64. Sally Field wins two Oscars for best Actress.
We live in a world where Field has two Oscars but Laura Linney, Maggie Gyllenhaal, Laura Dern, Gena Rowlands and Julianne Moore don't have any. That's all I have to say about that.
63. Humphrey Bogart wins best Actor for The African Queen.
It's not a film I've ever really been a fan of, for numerous reasons, but Bogart winning his sole Oscar for this bit of fluff instead of In a Lonely Place, Casablanca, The Maltese Falcon, The Big Sleep or Sierra Madre is just perverse.
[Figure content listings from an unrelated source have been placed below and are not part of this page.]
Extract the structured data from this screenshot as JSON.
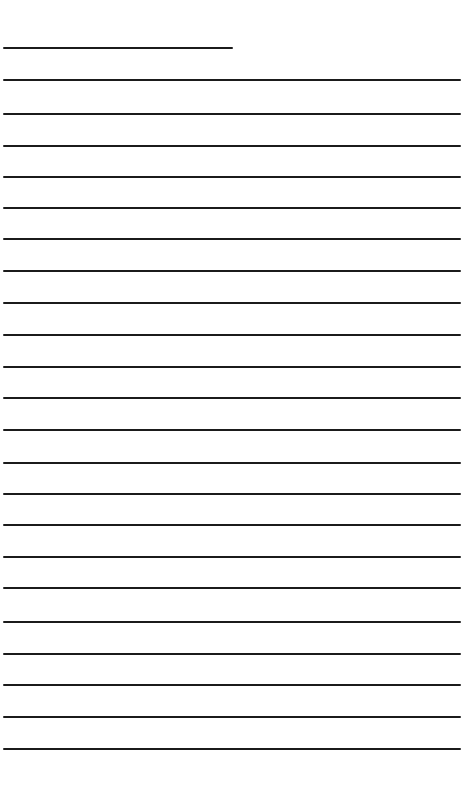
{
  "page": {
    "kind": "lined-writing-sheet",
    "width_px": 473,
    "height_px": 802,
    "background_color": "#ffffff",
    "line_color": "#1b1b1b",
    "line_thickness_px": 2,
    "line_count": 23,
    "line_spacing_px": 31.4,
    "margin_left_px": 3,
    "full_line_right_px": 461,
    "first_line_right_px": 233,
    "visible_text": ""
  },
  "lines": [
    {
      "index": 1,
      "y": 47,
      "x1": 3,
      "x2": 233,
      "thickness": 2,
      "full_width": false,
      "label": "rule-1-short"
    },
    {
      "index": 2,
      "y": 79,
      "x1": 3,
      "x2": 461,
      "thickness": 2,
      "full_width": true,
      "label": "rule-2"
    },
    {
      "index": 3,
      "y": 113,
      "x1": 3,
      "x2": 461,
      "thickness": 2,
      "full_width": true,
      "label": "rule-3"
    },
    {
      "index": 4,
      "y": 145,
      "x1": 3,
      "x2": 461,
      "thickness": 2,
      "full_width": true,
      "label": "rule-4"
    },
    {
      "index": 5,
      "y": 176,
      "x1": 3,
      "x2": 461,
      "thickness": 2,
      "full_width": true,
      "label": "rule-5"
    },
    {
      "index": 6,
      "y": 207,
      "x1": 3,
      "x2": 461,
      "thickness": 2,
      "full_width": true,
      "label": "rule-6"
    },
    {
      "index": 7,
      "y": 238,
      "x1": 3,
      "x2": 461,
      "thickness": 2,
      "full_width": true,
      "label": "rule-7"
    },
    {
      "index": 8,
      "y": 270,
      "x1": 3,
      "x2": 461,
      "thickness": 2,
      "full_width": true,
      "label": "rule-8"
    },
    {
      "index": 9,
      "y": 302,
      "x1": 3,
      "x2": 461,
      "thickness": 2,
      "full_width": true,
      "label": "rule-9"
    },
    {
      "index": 10,
      "y": 334,
      "x1": 3,
      "x2": 461,
      "thickness": 2,
      "full_width": true,
      "label": "rule-10"
    },
    {
      "index": 11,
      "y": 366,
      "x1": 3,
      "x2": 461,
      "thickness": 2,
      "full_width": true,
      "label": "rule-11"
    },
    {
      "index": 12,
      "y": 397,
      "x1": 3,
      "x2": 461,
      "thickness": 2,
      "full_width": true,
      "label": "rule-12"
    },
    {
      "index": 13,
      "y": 429,
      "x1": 3,
      "x2": 461,
      "thickness": 2,
      "full_width": true,
      "label": "rule-13"
    },
    {
      "index": 14,
      "y": 462,
      "x1": 3,
      "x2": 461,
      "thickness": 2,
      "full_width": true,
      "label": "rule-14"
    },
    {
      "index": 15,
      "y": 493,
      "x1": 3,
      "x2": 461,
      "thickness": 2,
      "full_width": true,
      "label": "rule-15"
    },
    {
      "index": 16,
      "y": 524,
      "x1": 3,
      "x2": 461,
      "thickness": 2,
      "full_width": true,
      "label": "rule-16"
    },
    {
      "index": 17,
      "y": 556,
      "x1": 3,
      "x2": 461,
      "thickness": 2,
      "full_width": true,
      "label": "rule-17"
    },
    {
      "index": 18,
      "y": 587,
      "x1": 3,
      "x2": 461,
      "thickness": 2,
      "full_width": true,
      "label": "rule-18"
    },
    {
      "index": 19,
      "y": 621,
      "x1": 3,
      "x2": 461,
      "thickness": 2,
      "full_width": true,
      "label": "rule-19"
    },
    {
      "index": 20,
      "y": 653,
      "x1": 3,
      "x2": 461,
      "thickness": 2,
      "full_width": true,
      "label": "rule-20"
    },
    {
      "index": 21,
      "y": 684,
      "x1": 3,
      "x2": 461,
      "thickness": 2,
      "full_width": true,
      "label": "rule-21"
    },
    {
      "index": 22,
      "y": 716,
      "x1": 3,
      "x2": 461,
      "thickness": 2,
      "full_width": true,
      "label": "rule-22"
    },
    {
      "index": 23,
      "y": 748,
      "x1": 3,
      "x2": 461,
      "thickness": 2,
      "full_width": true,
      "label": "rule-23"
    }
  ]
}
62. Henry Fonda wins best Actor for On Golden Pond
Another case of the Academy's perverse thinking and the way they ignore the great actors for freak winners. Fonda could have won for Grapes of Wrath, 12 Angry Men, Once Upon a Time in the West, The Ox-Bow Incident, My Darling Clementine or The Wrong Man and it would have been a thrilling and deserved victory. Instead they give it to him for this sentimental nonsense in a rush to award him before he died. The great actor deserved better treatment.
61. John Wayne wins best Actor for True Grit.
Actually, John Wayne wins best actor is all I really need to say. If this was him at his best, being challenged and driven by a director like Ford in The Searchers, I could be ok with it. But for True Grit? This is one of the worst cases of awarding the celebrity rather than the performance.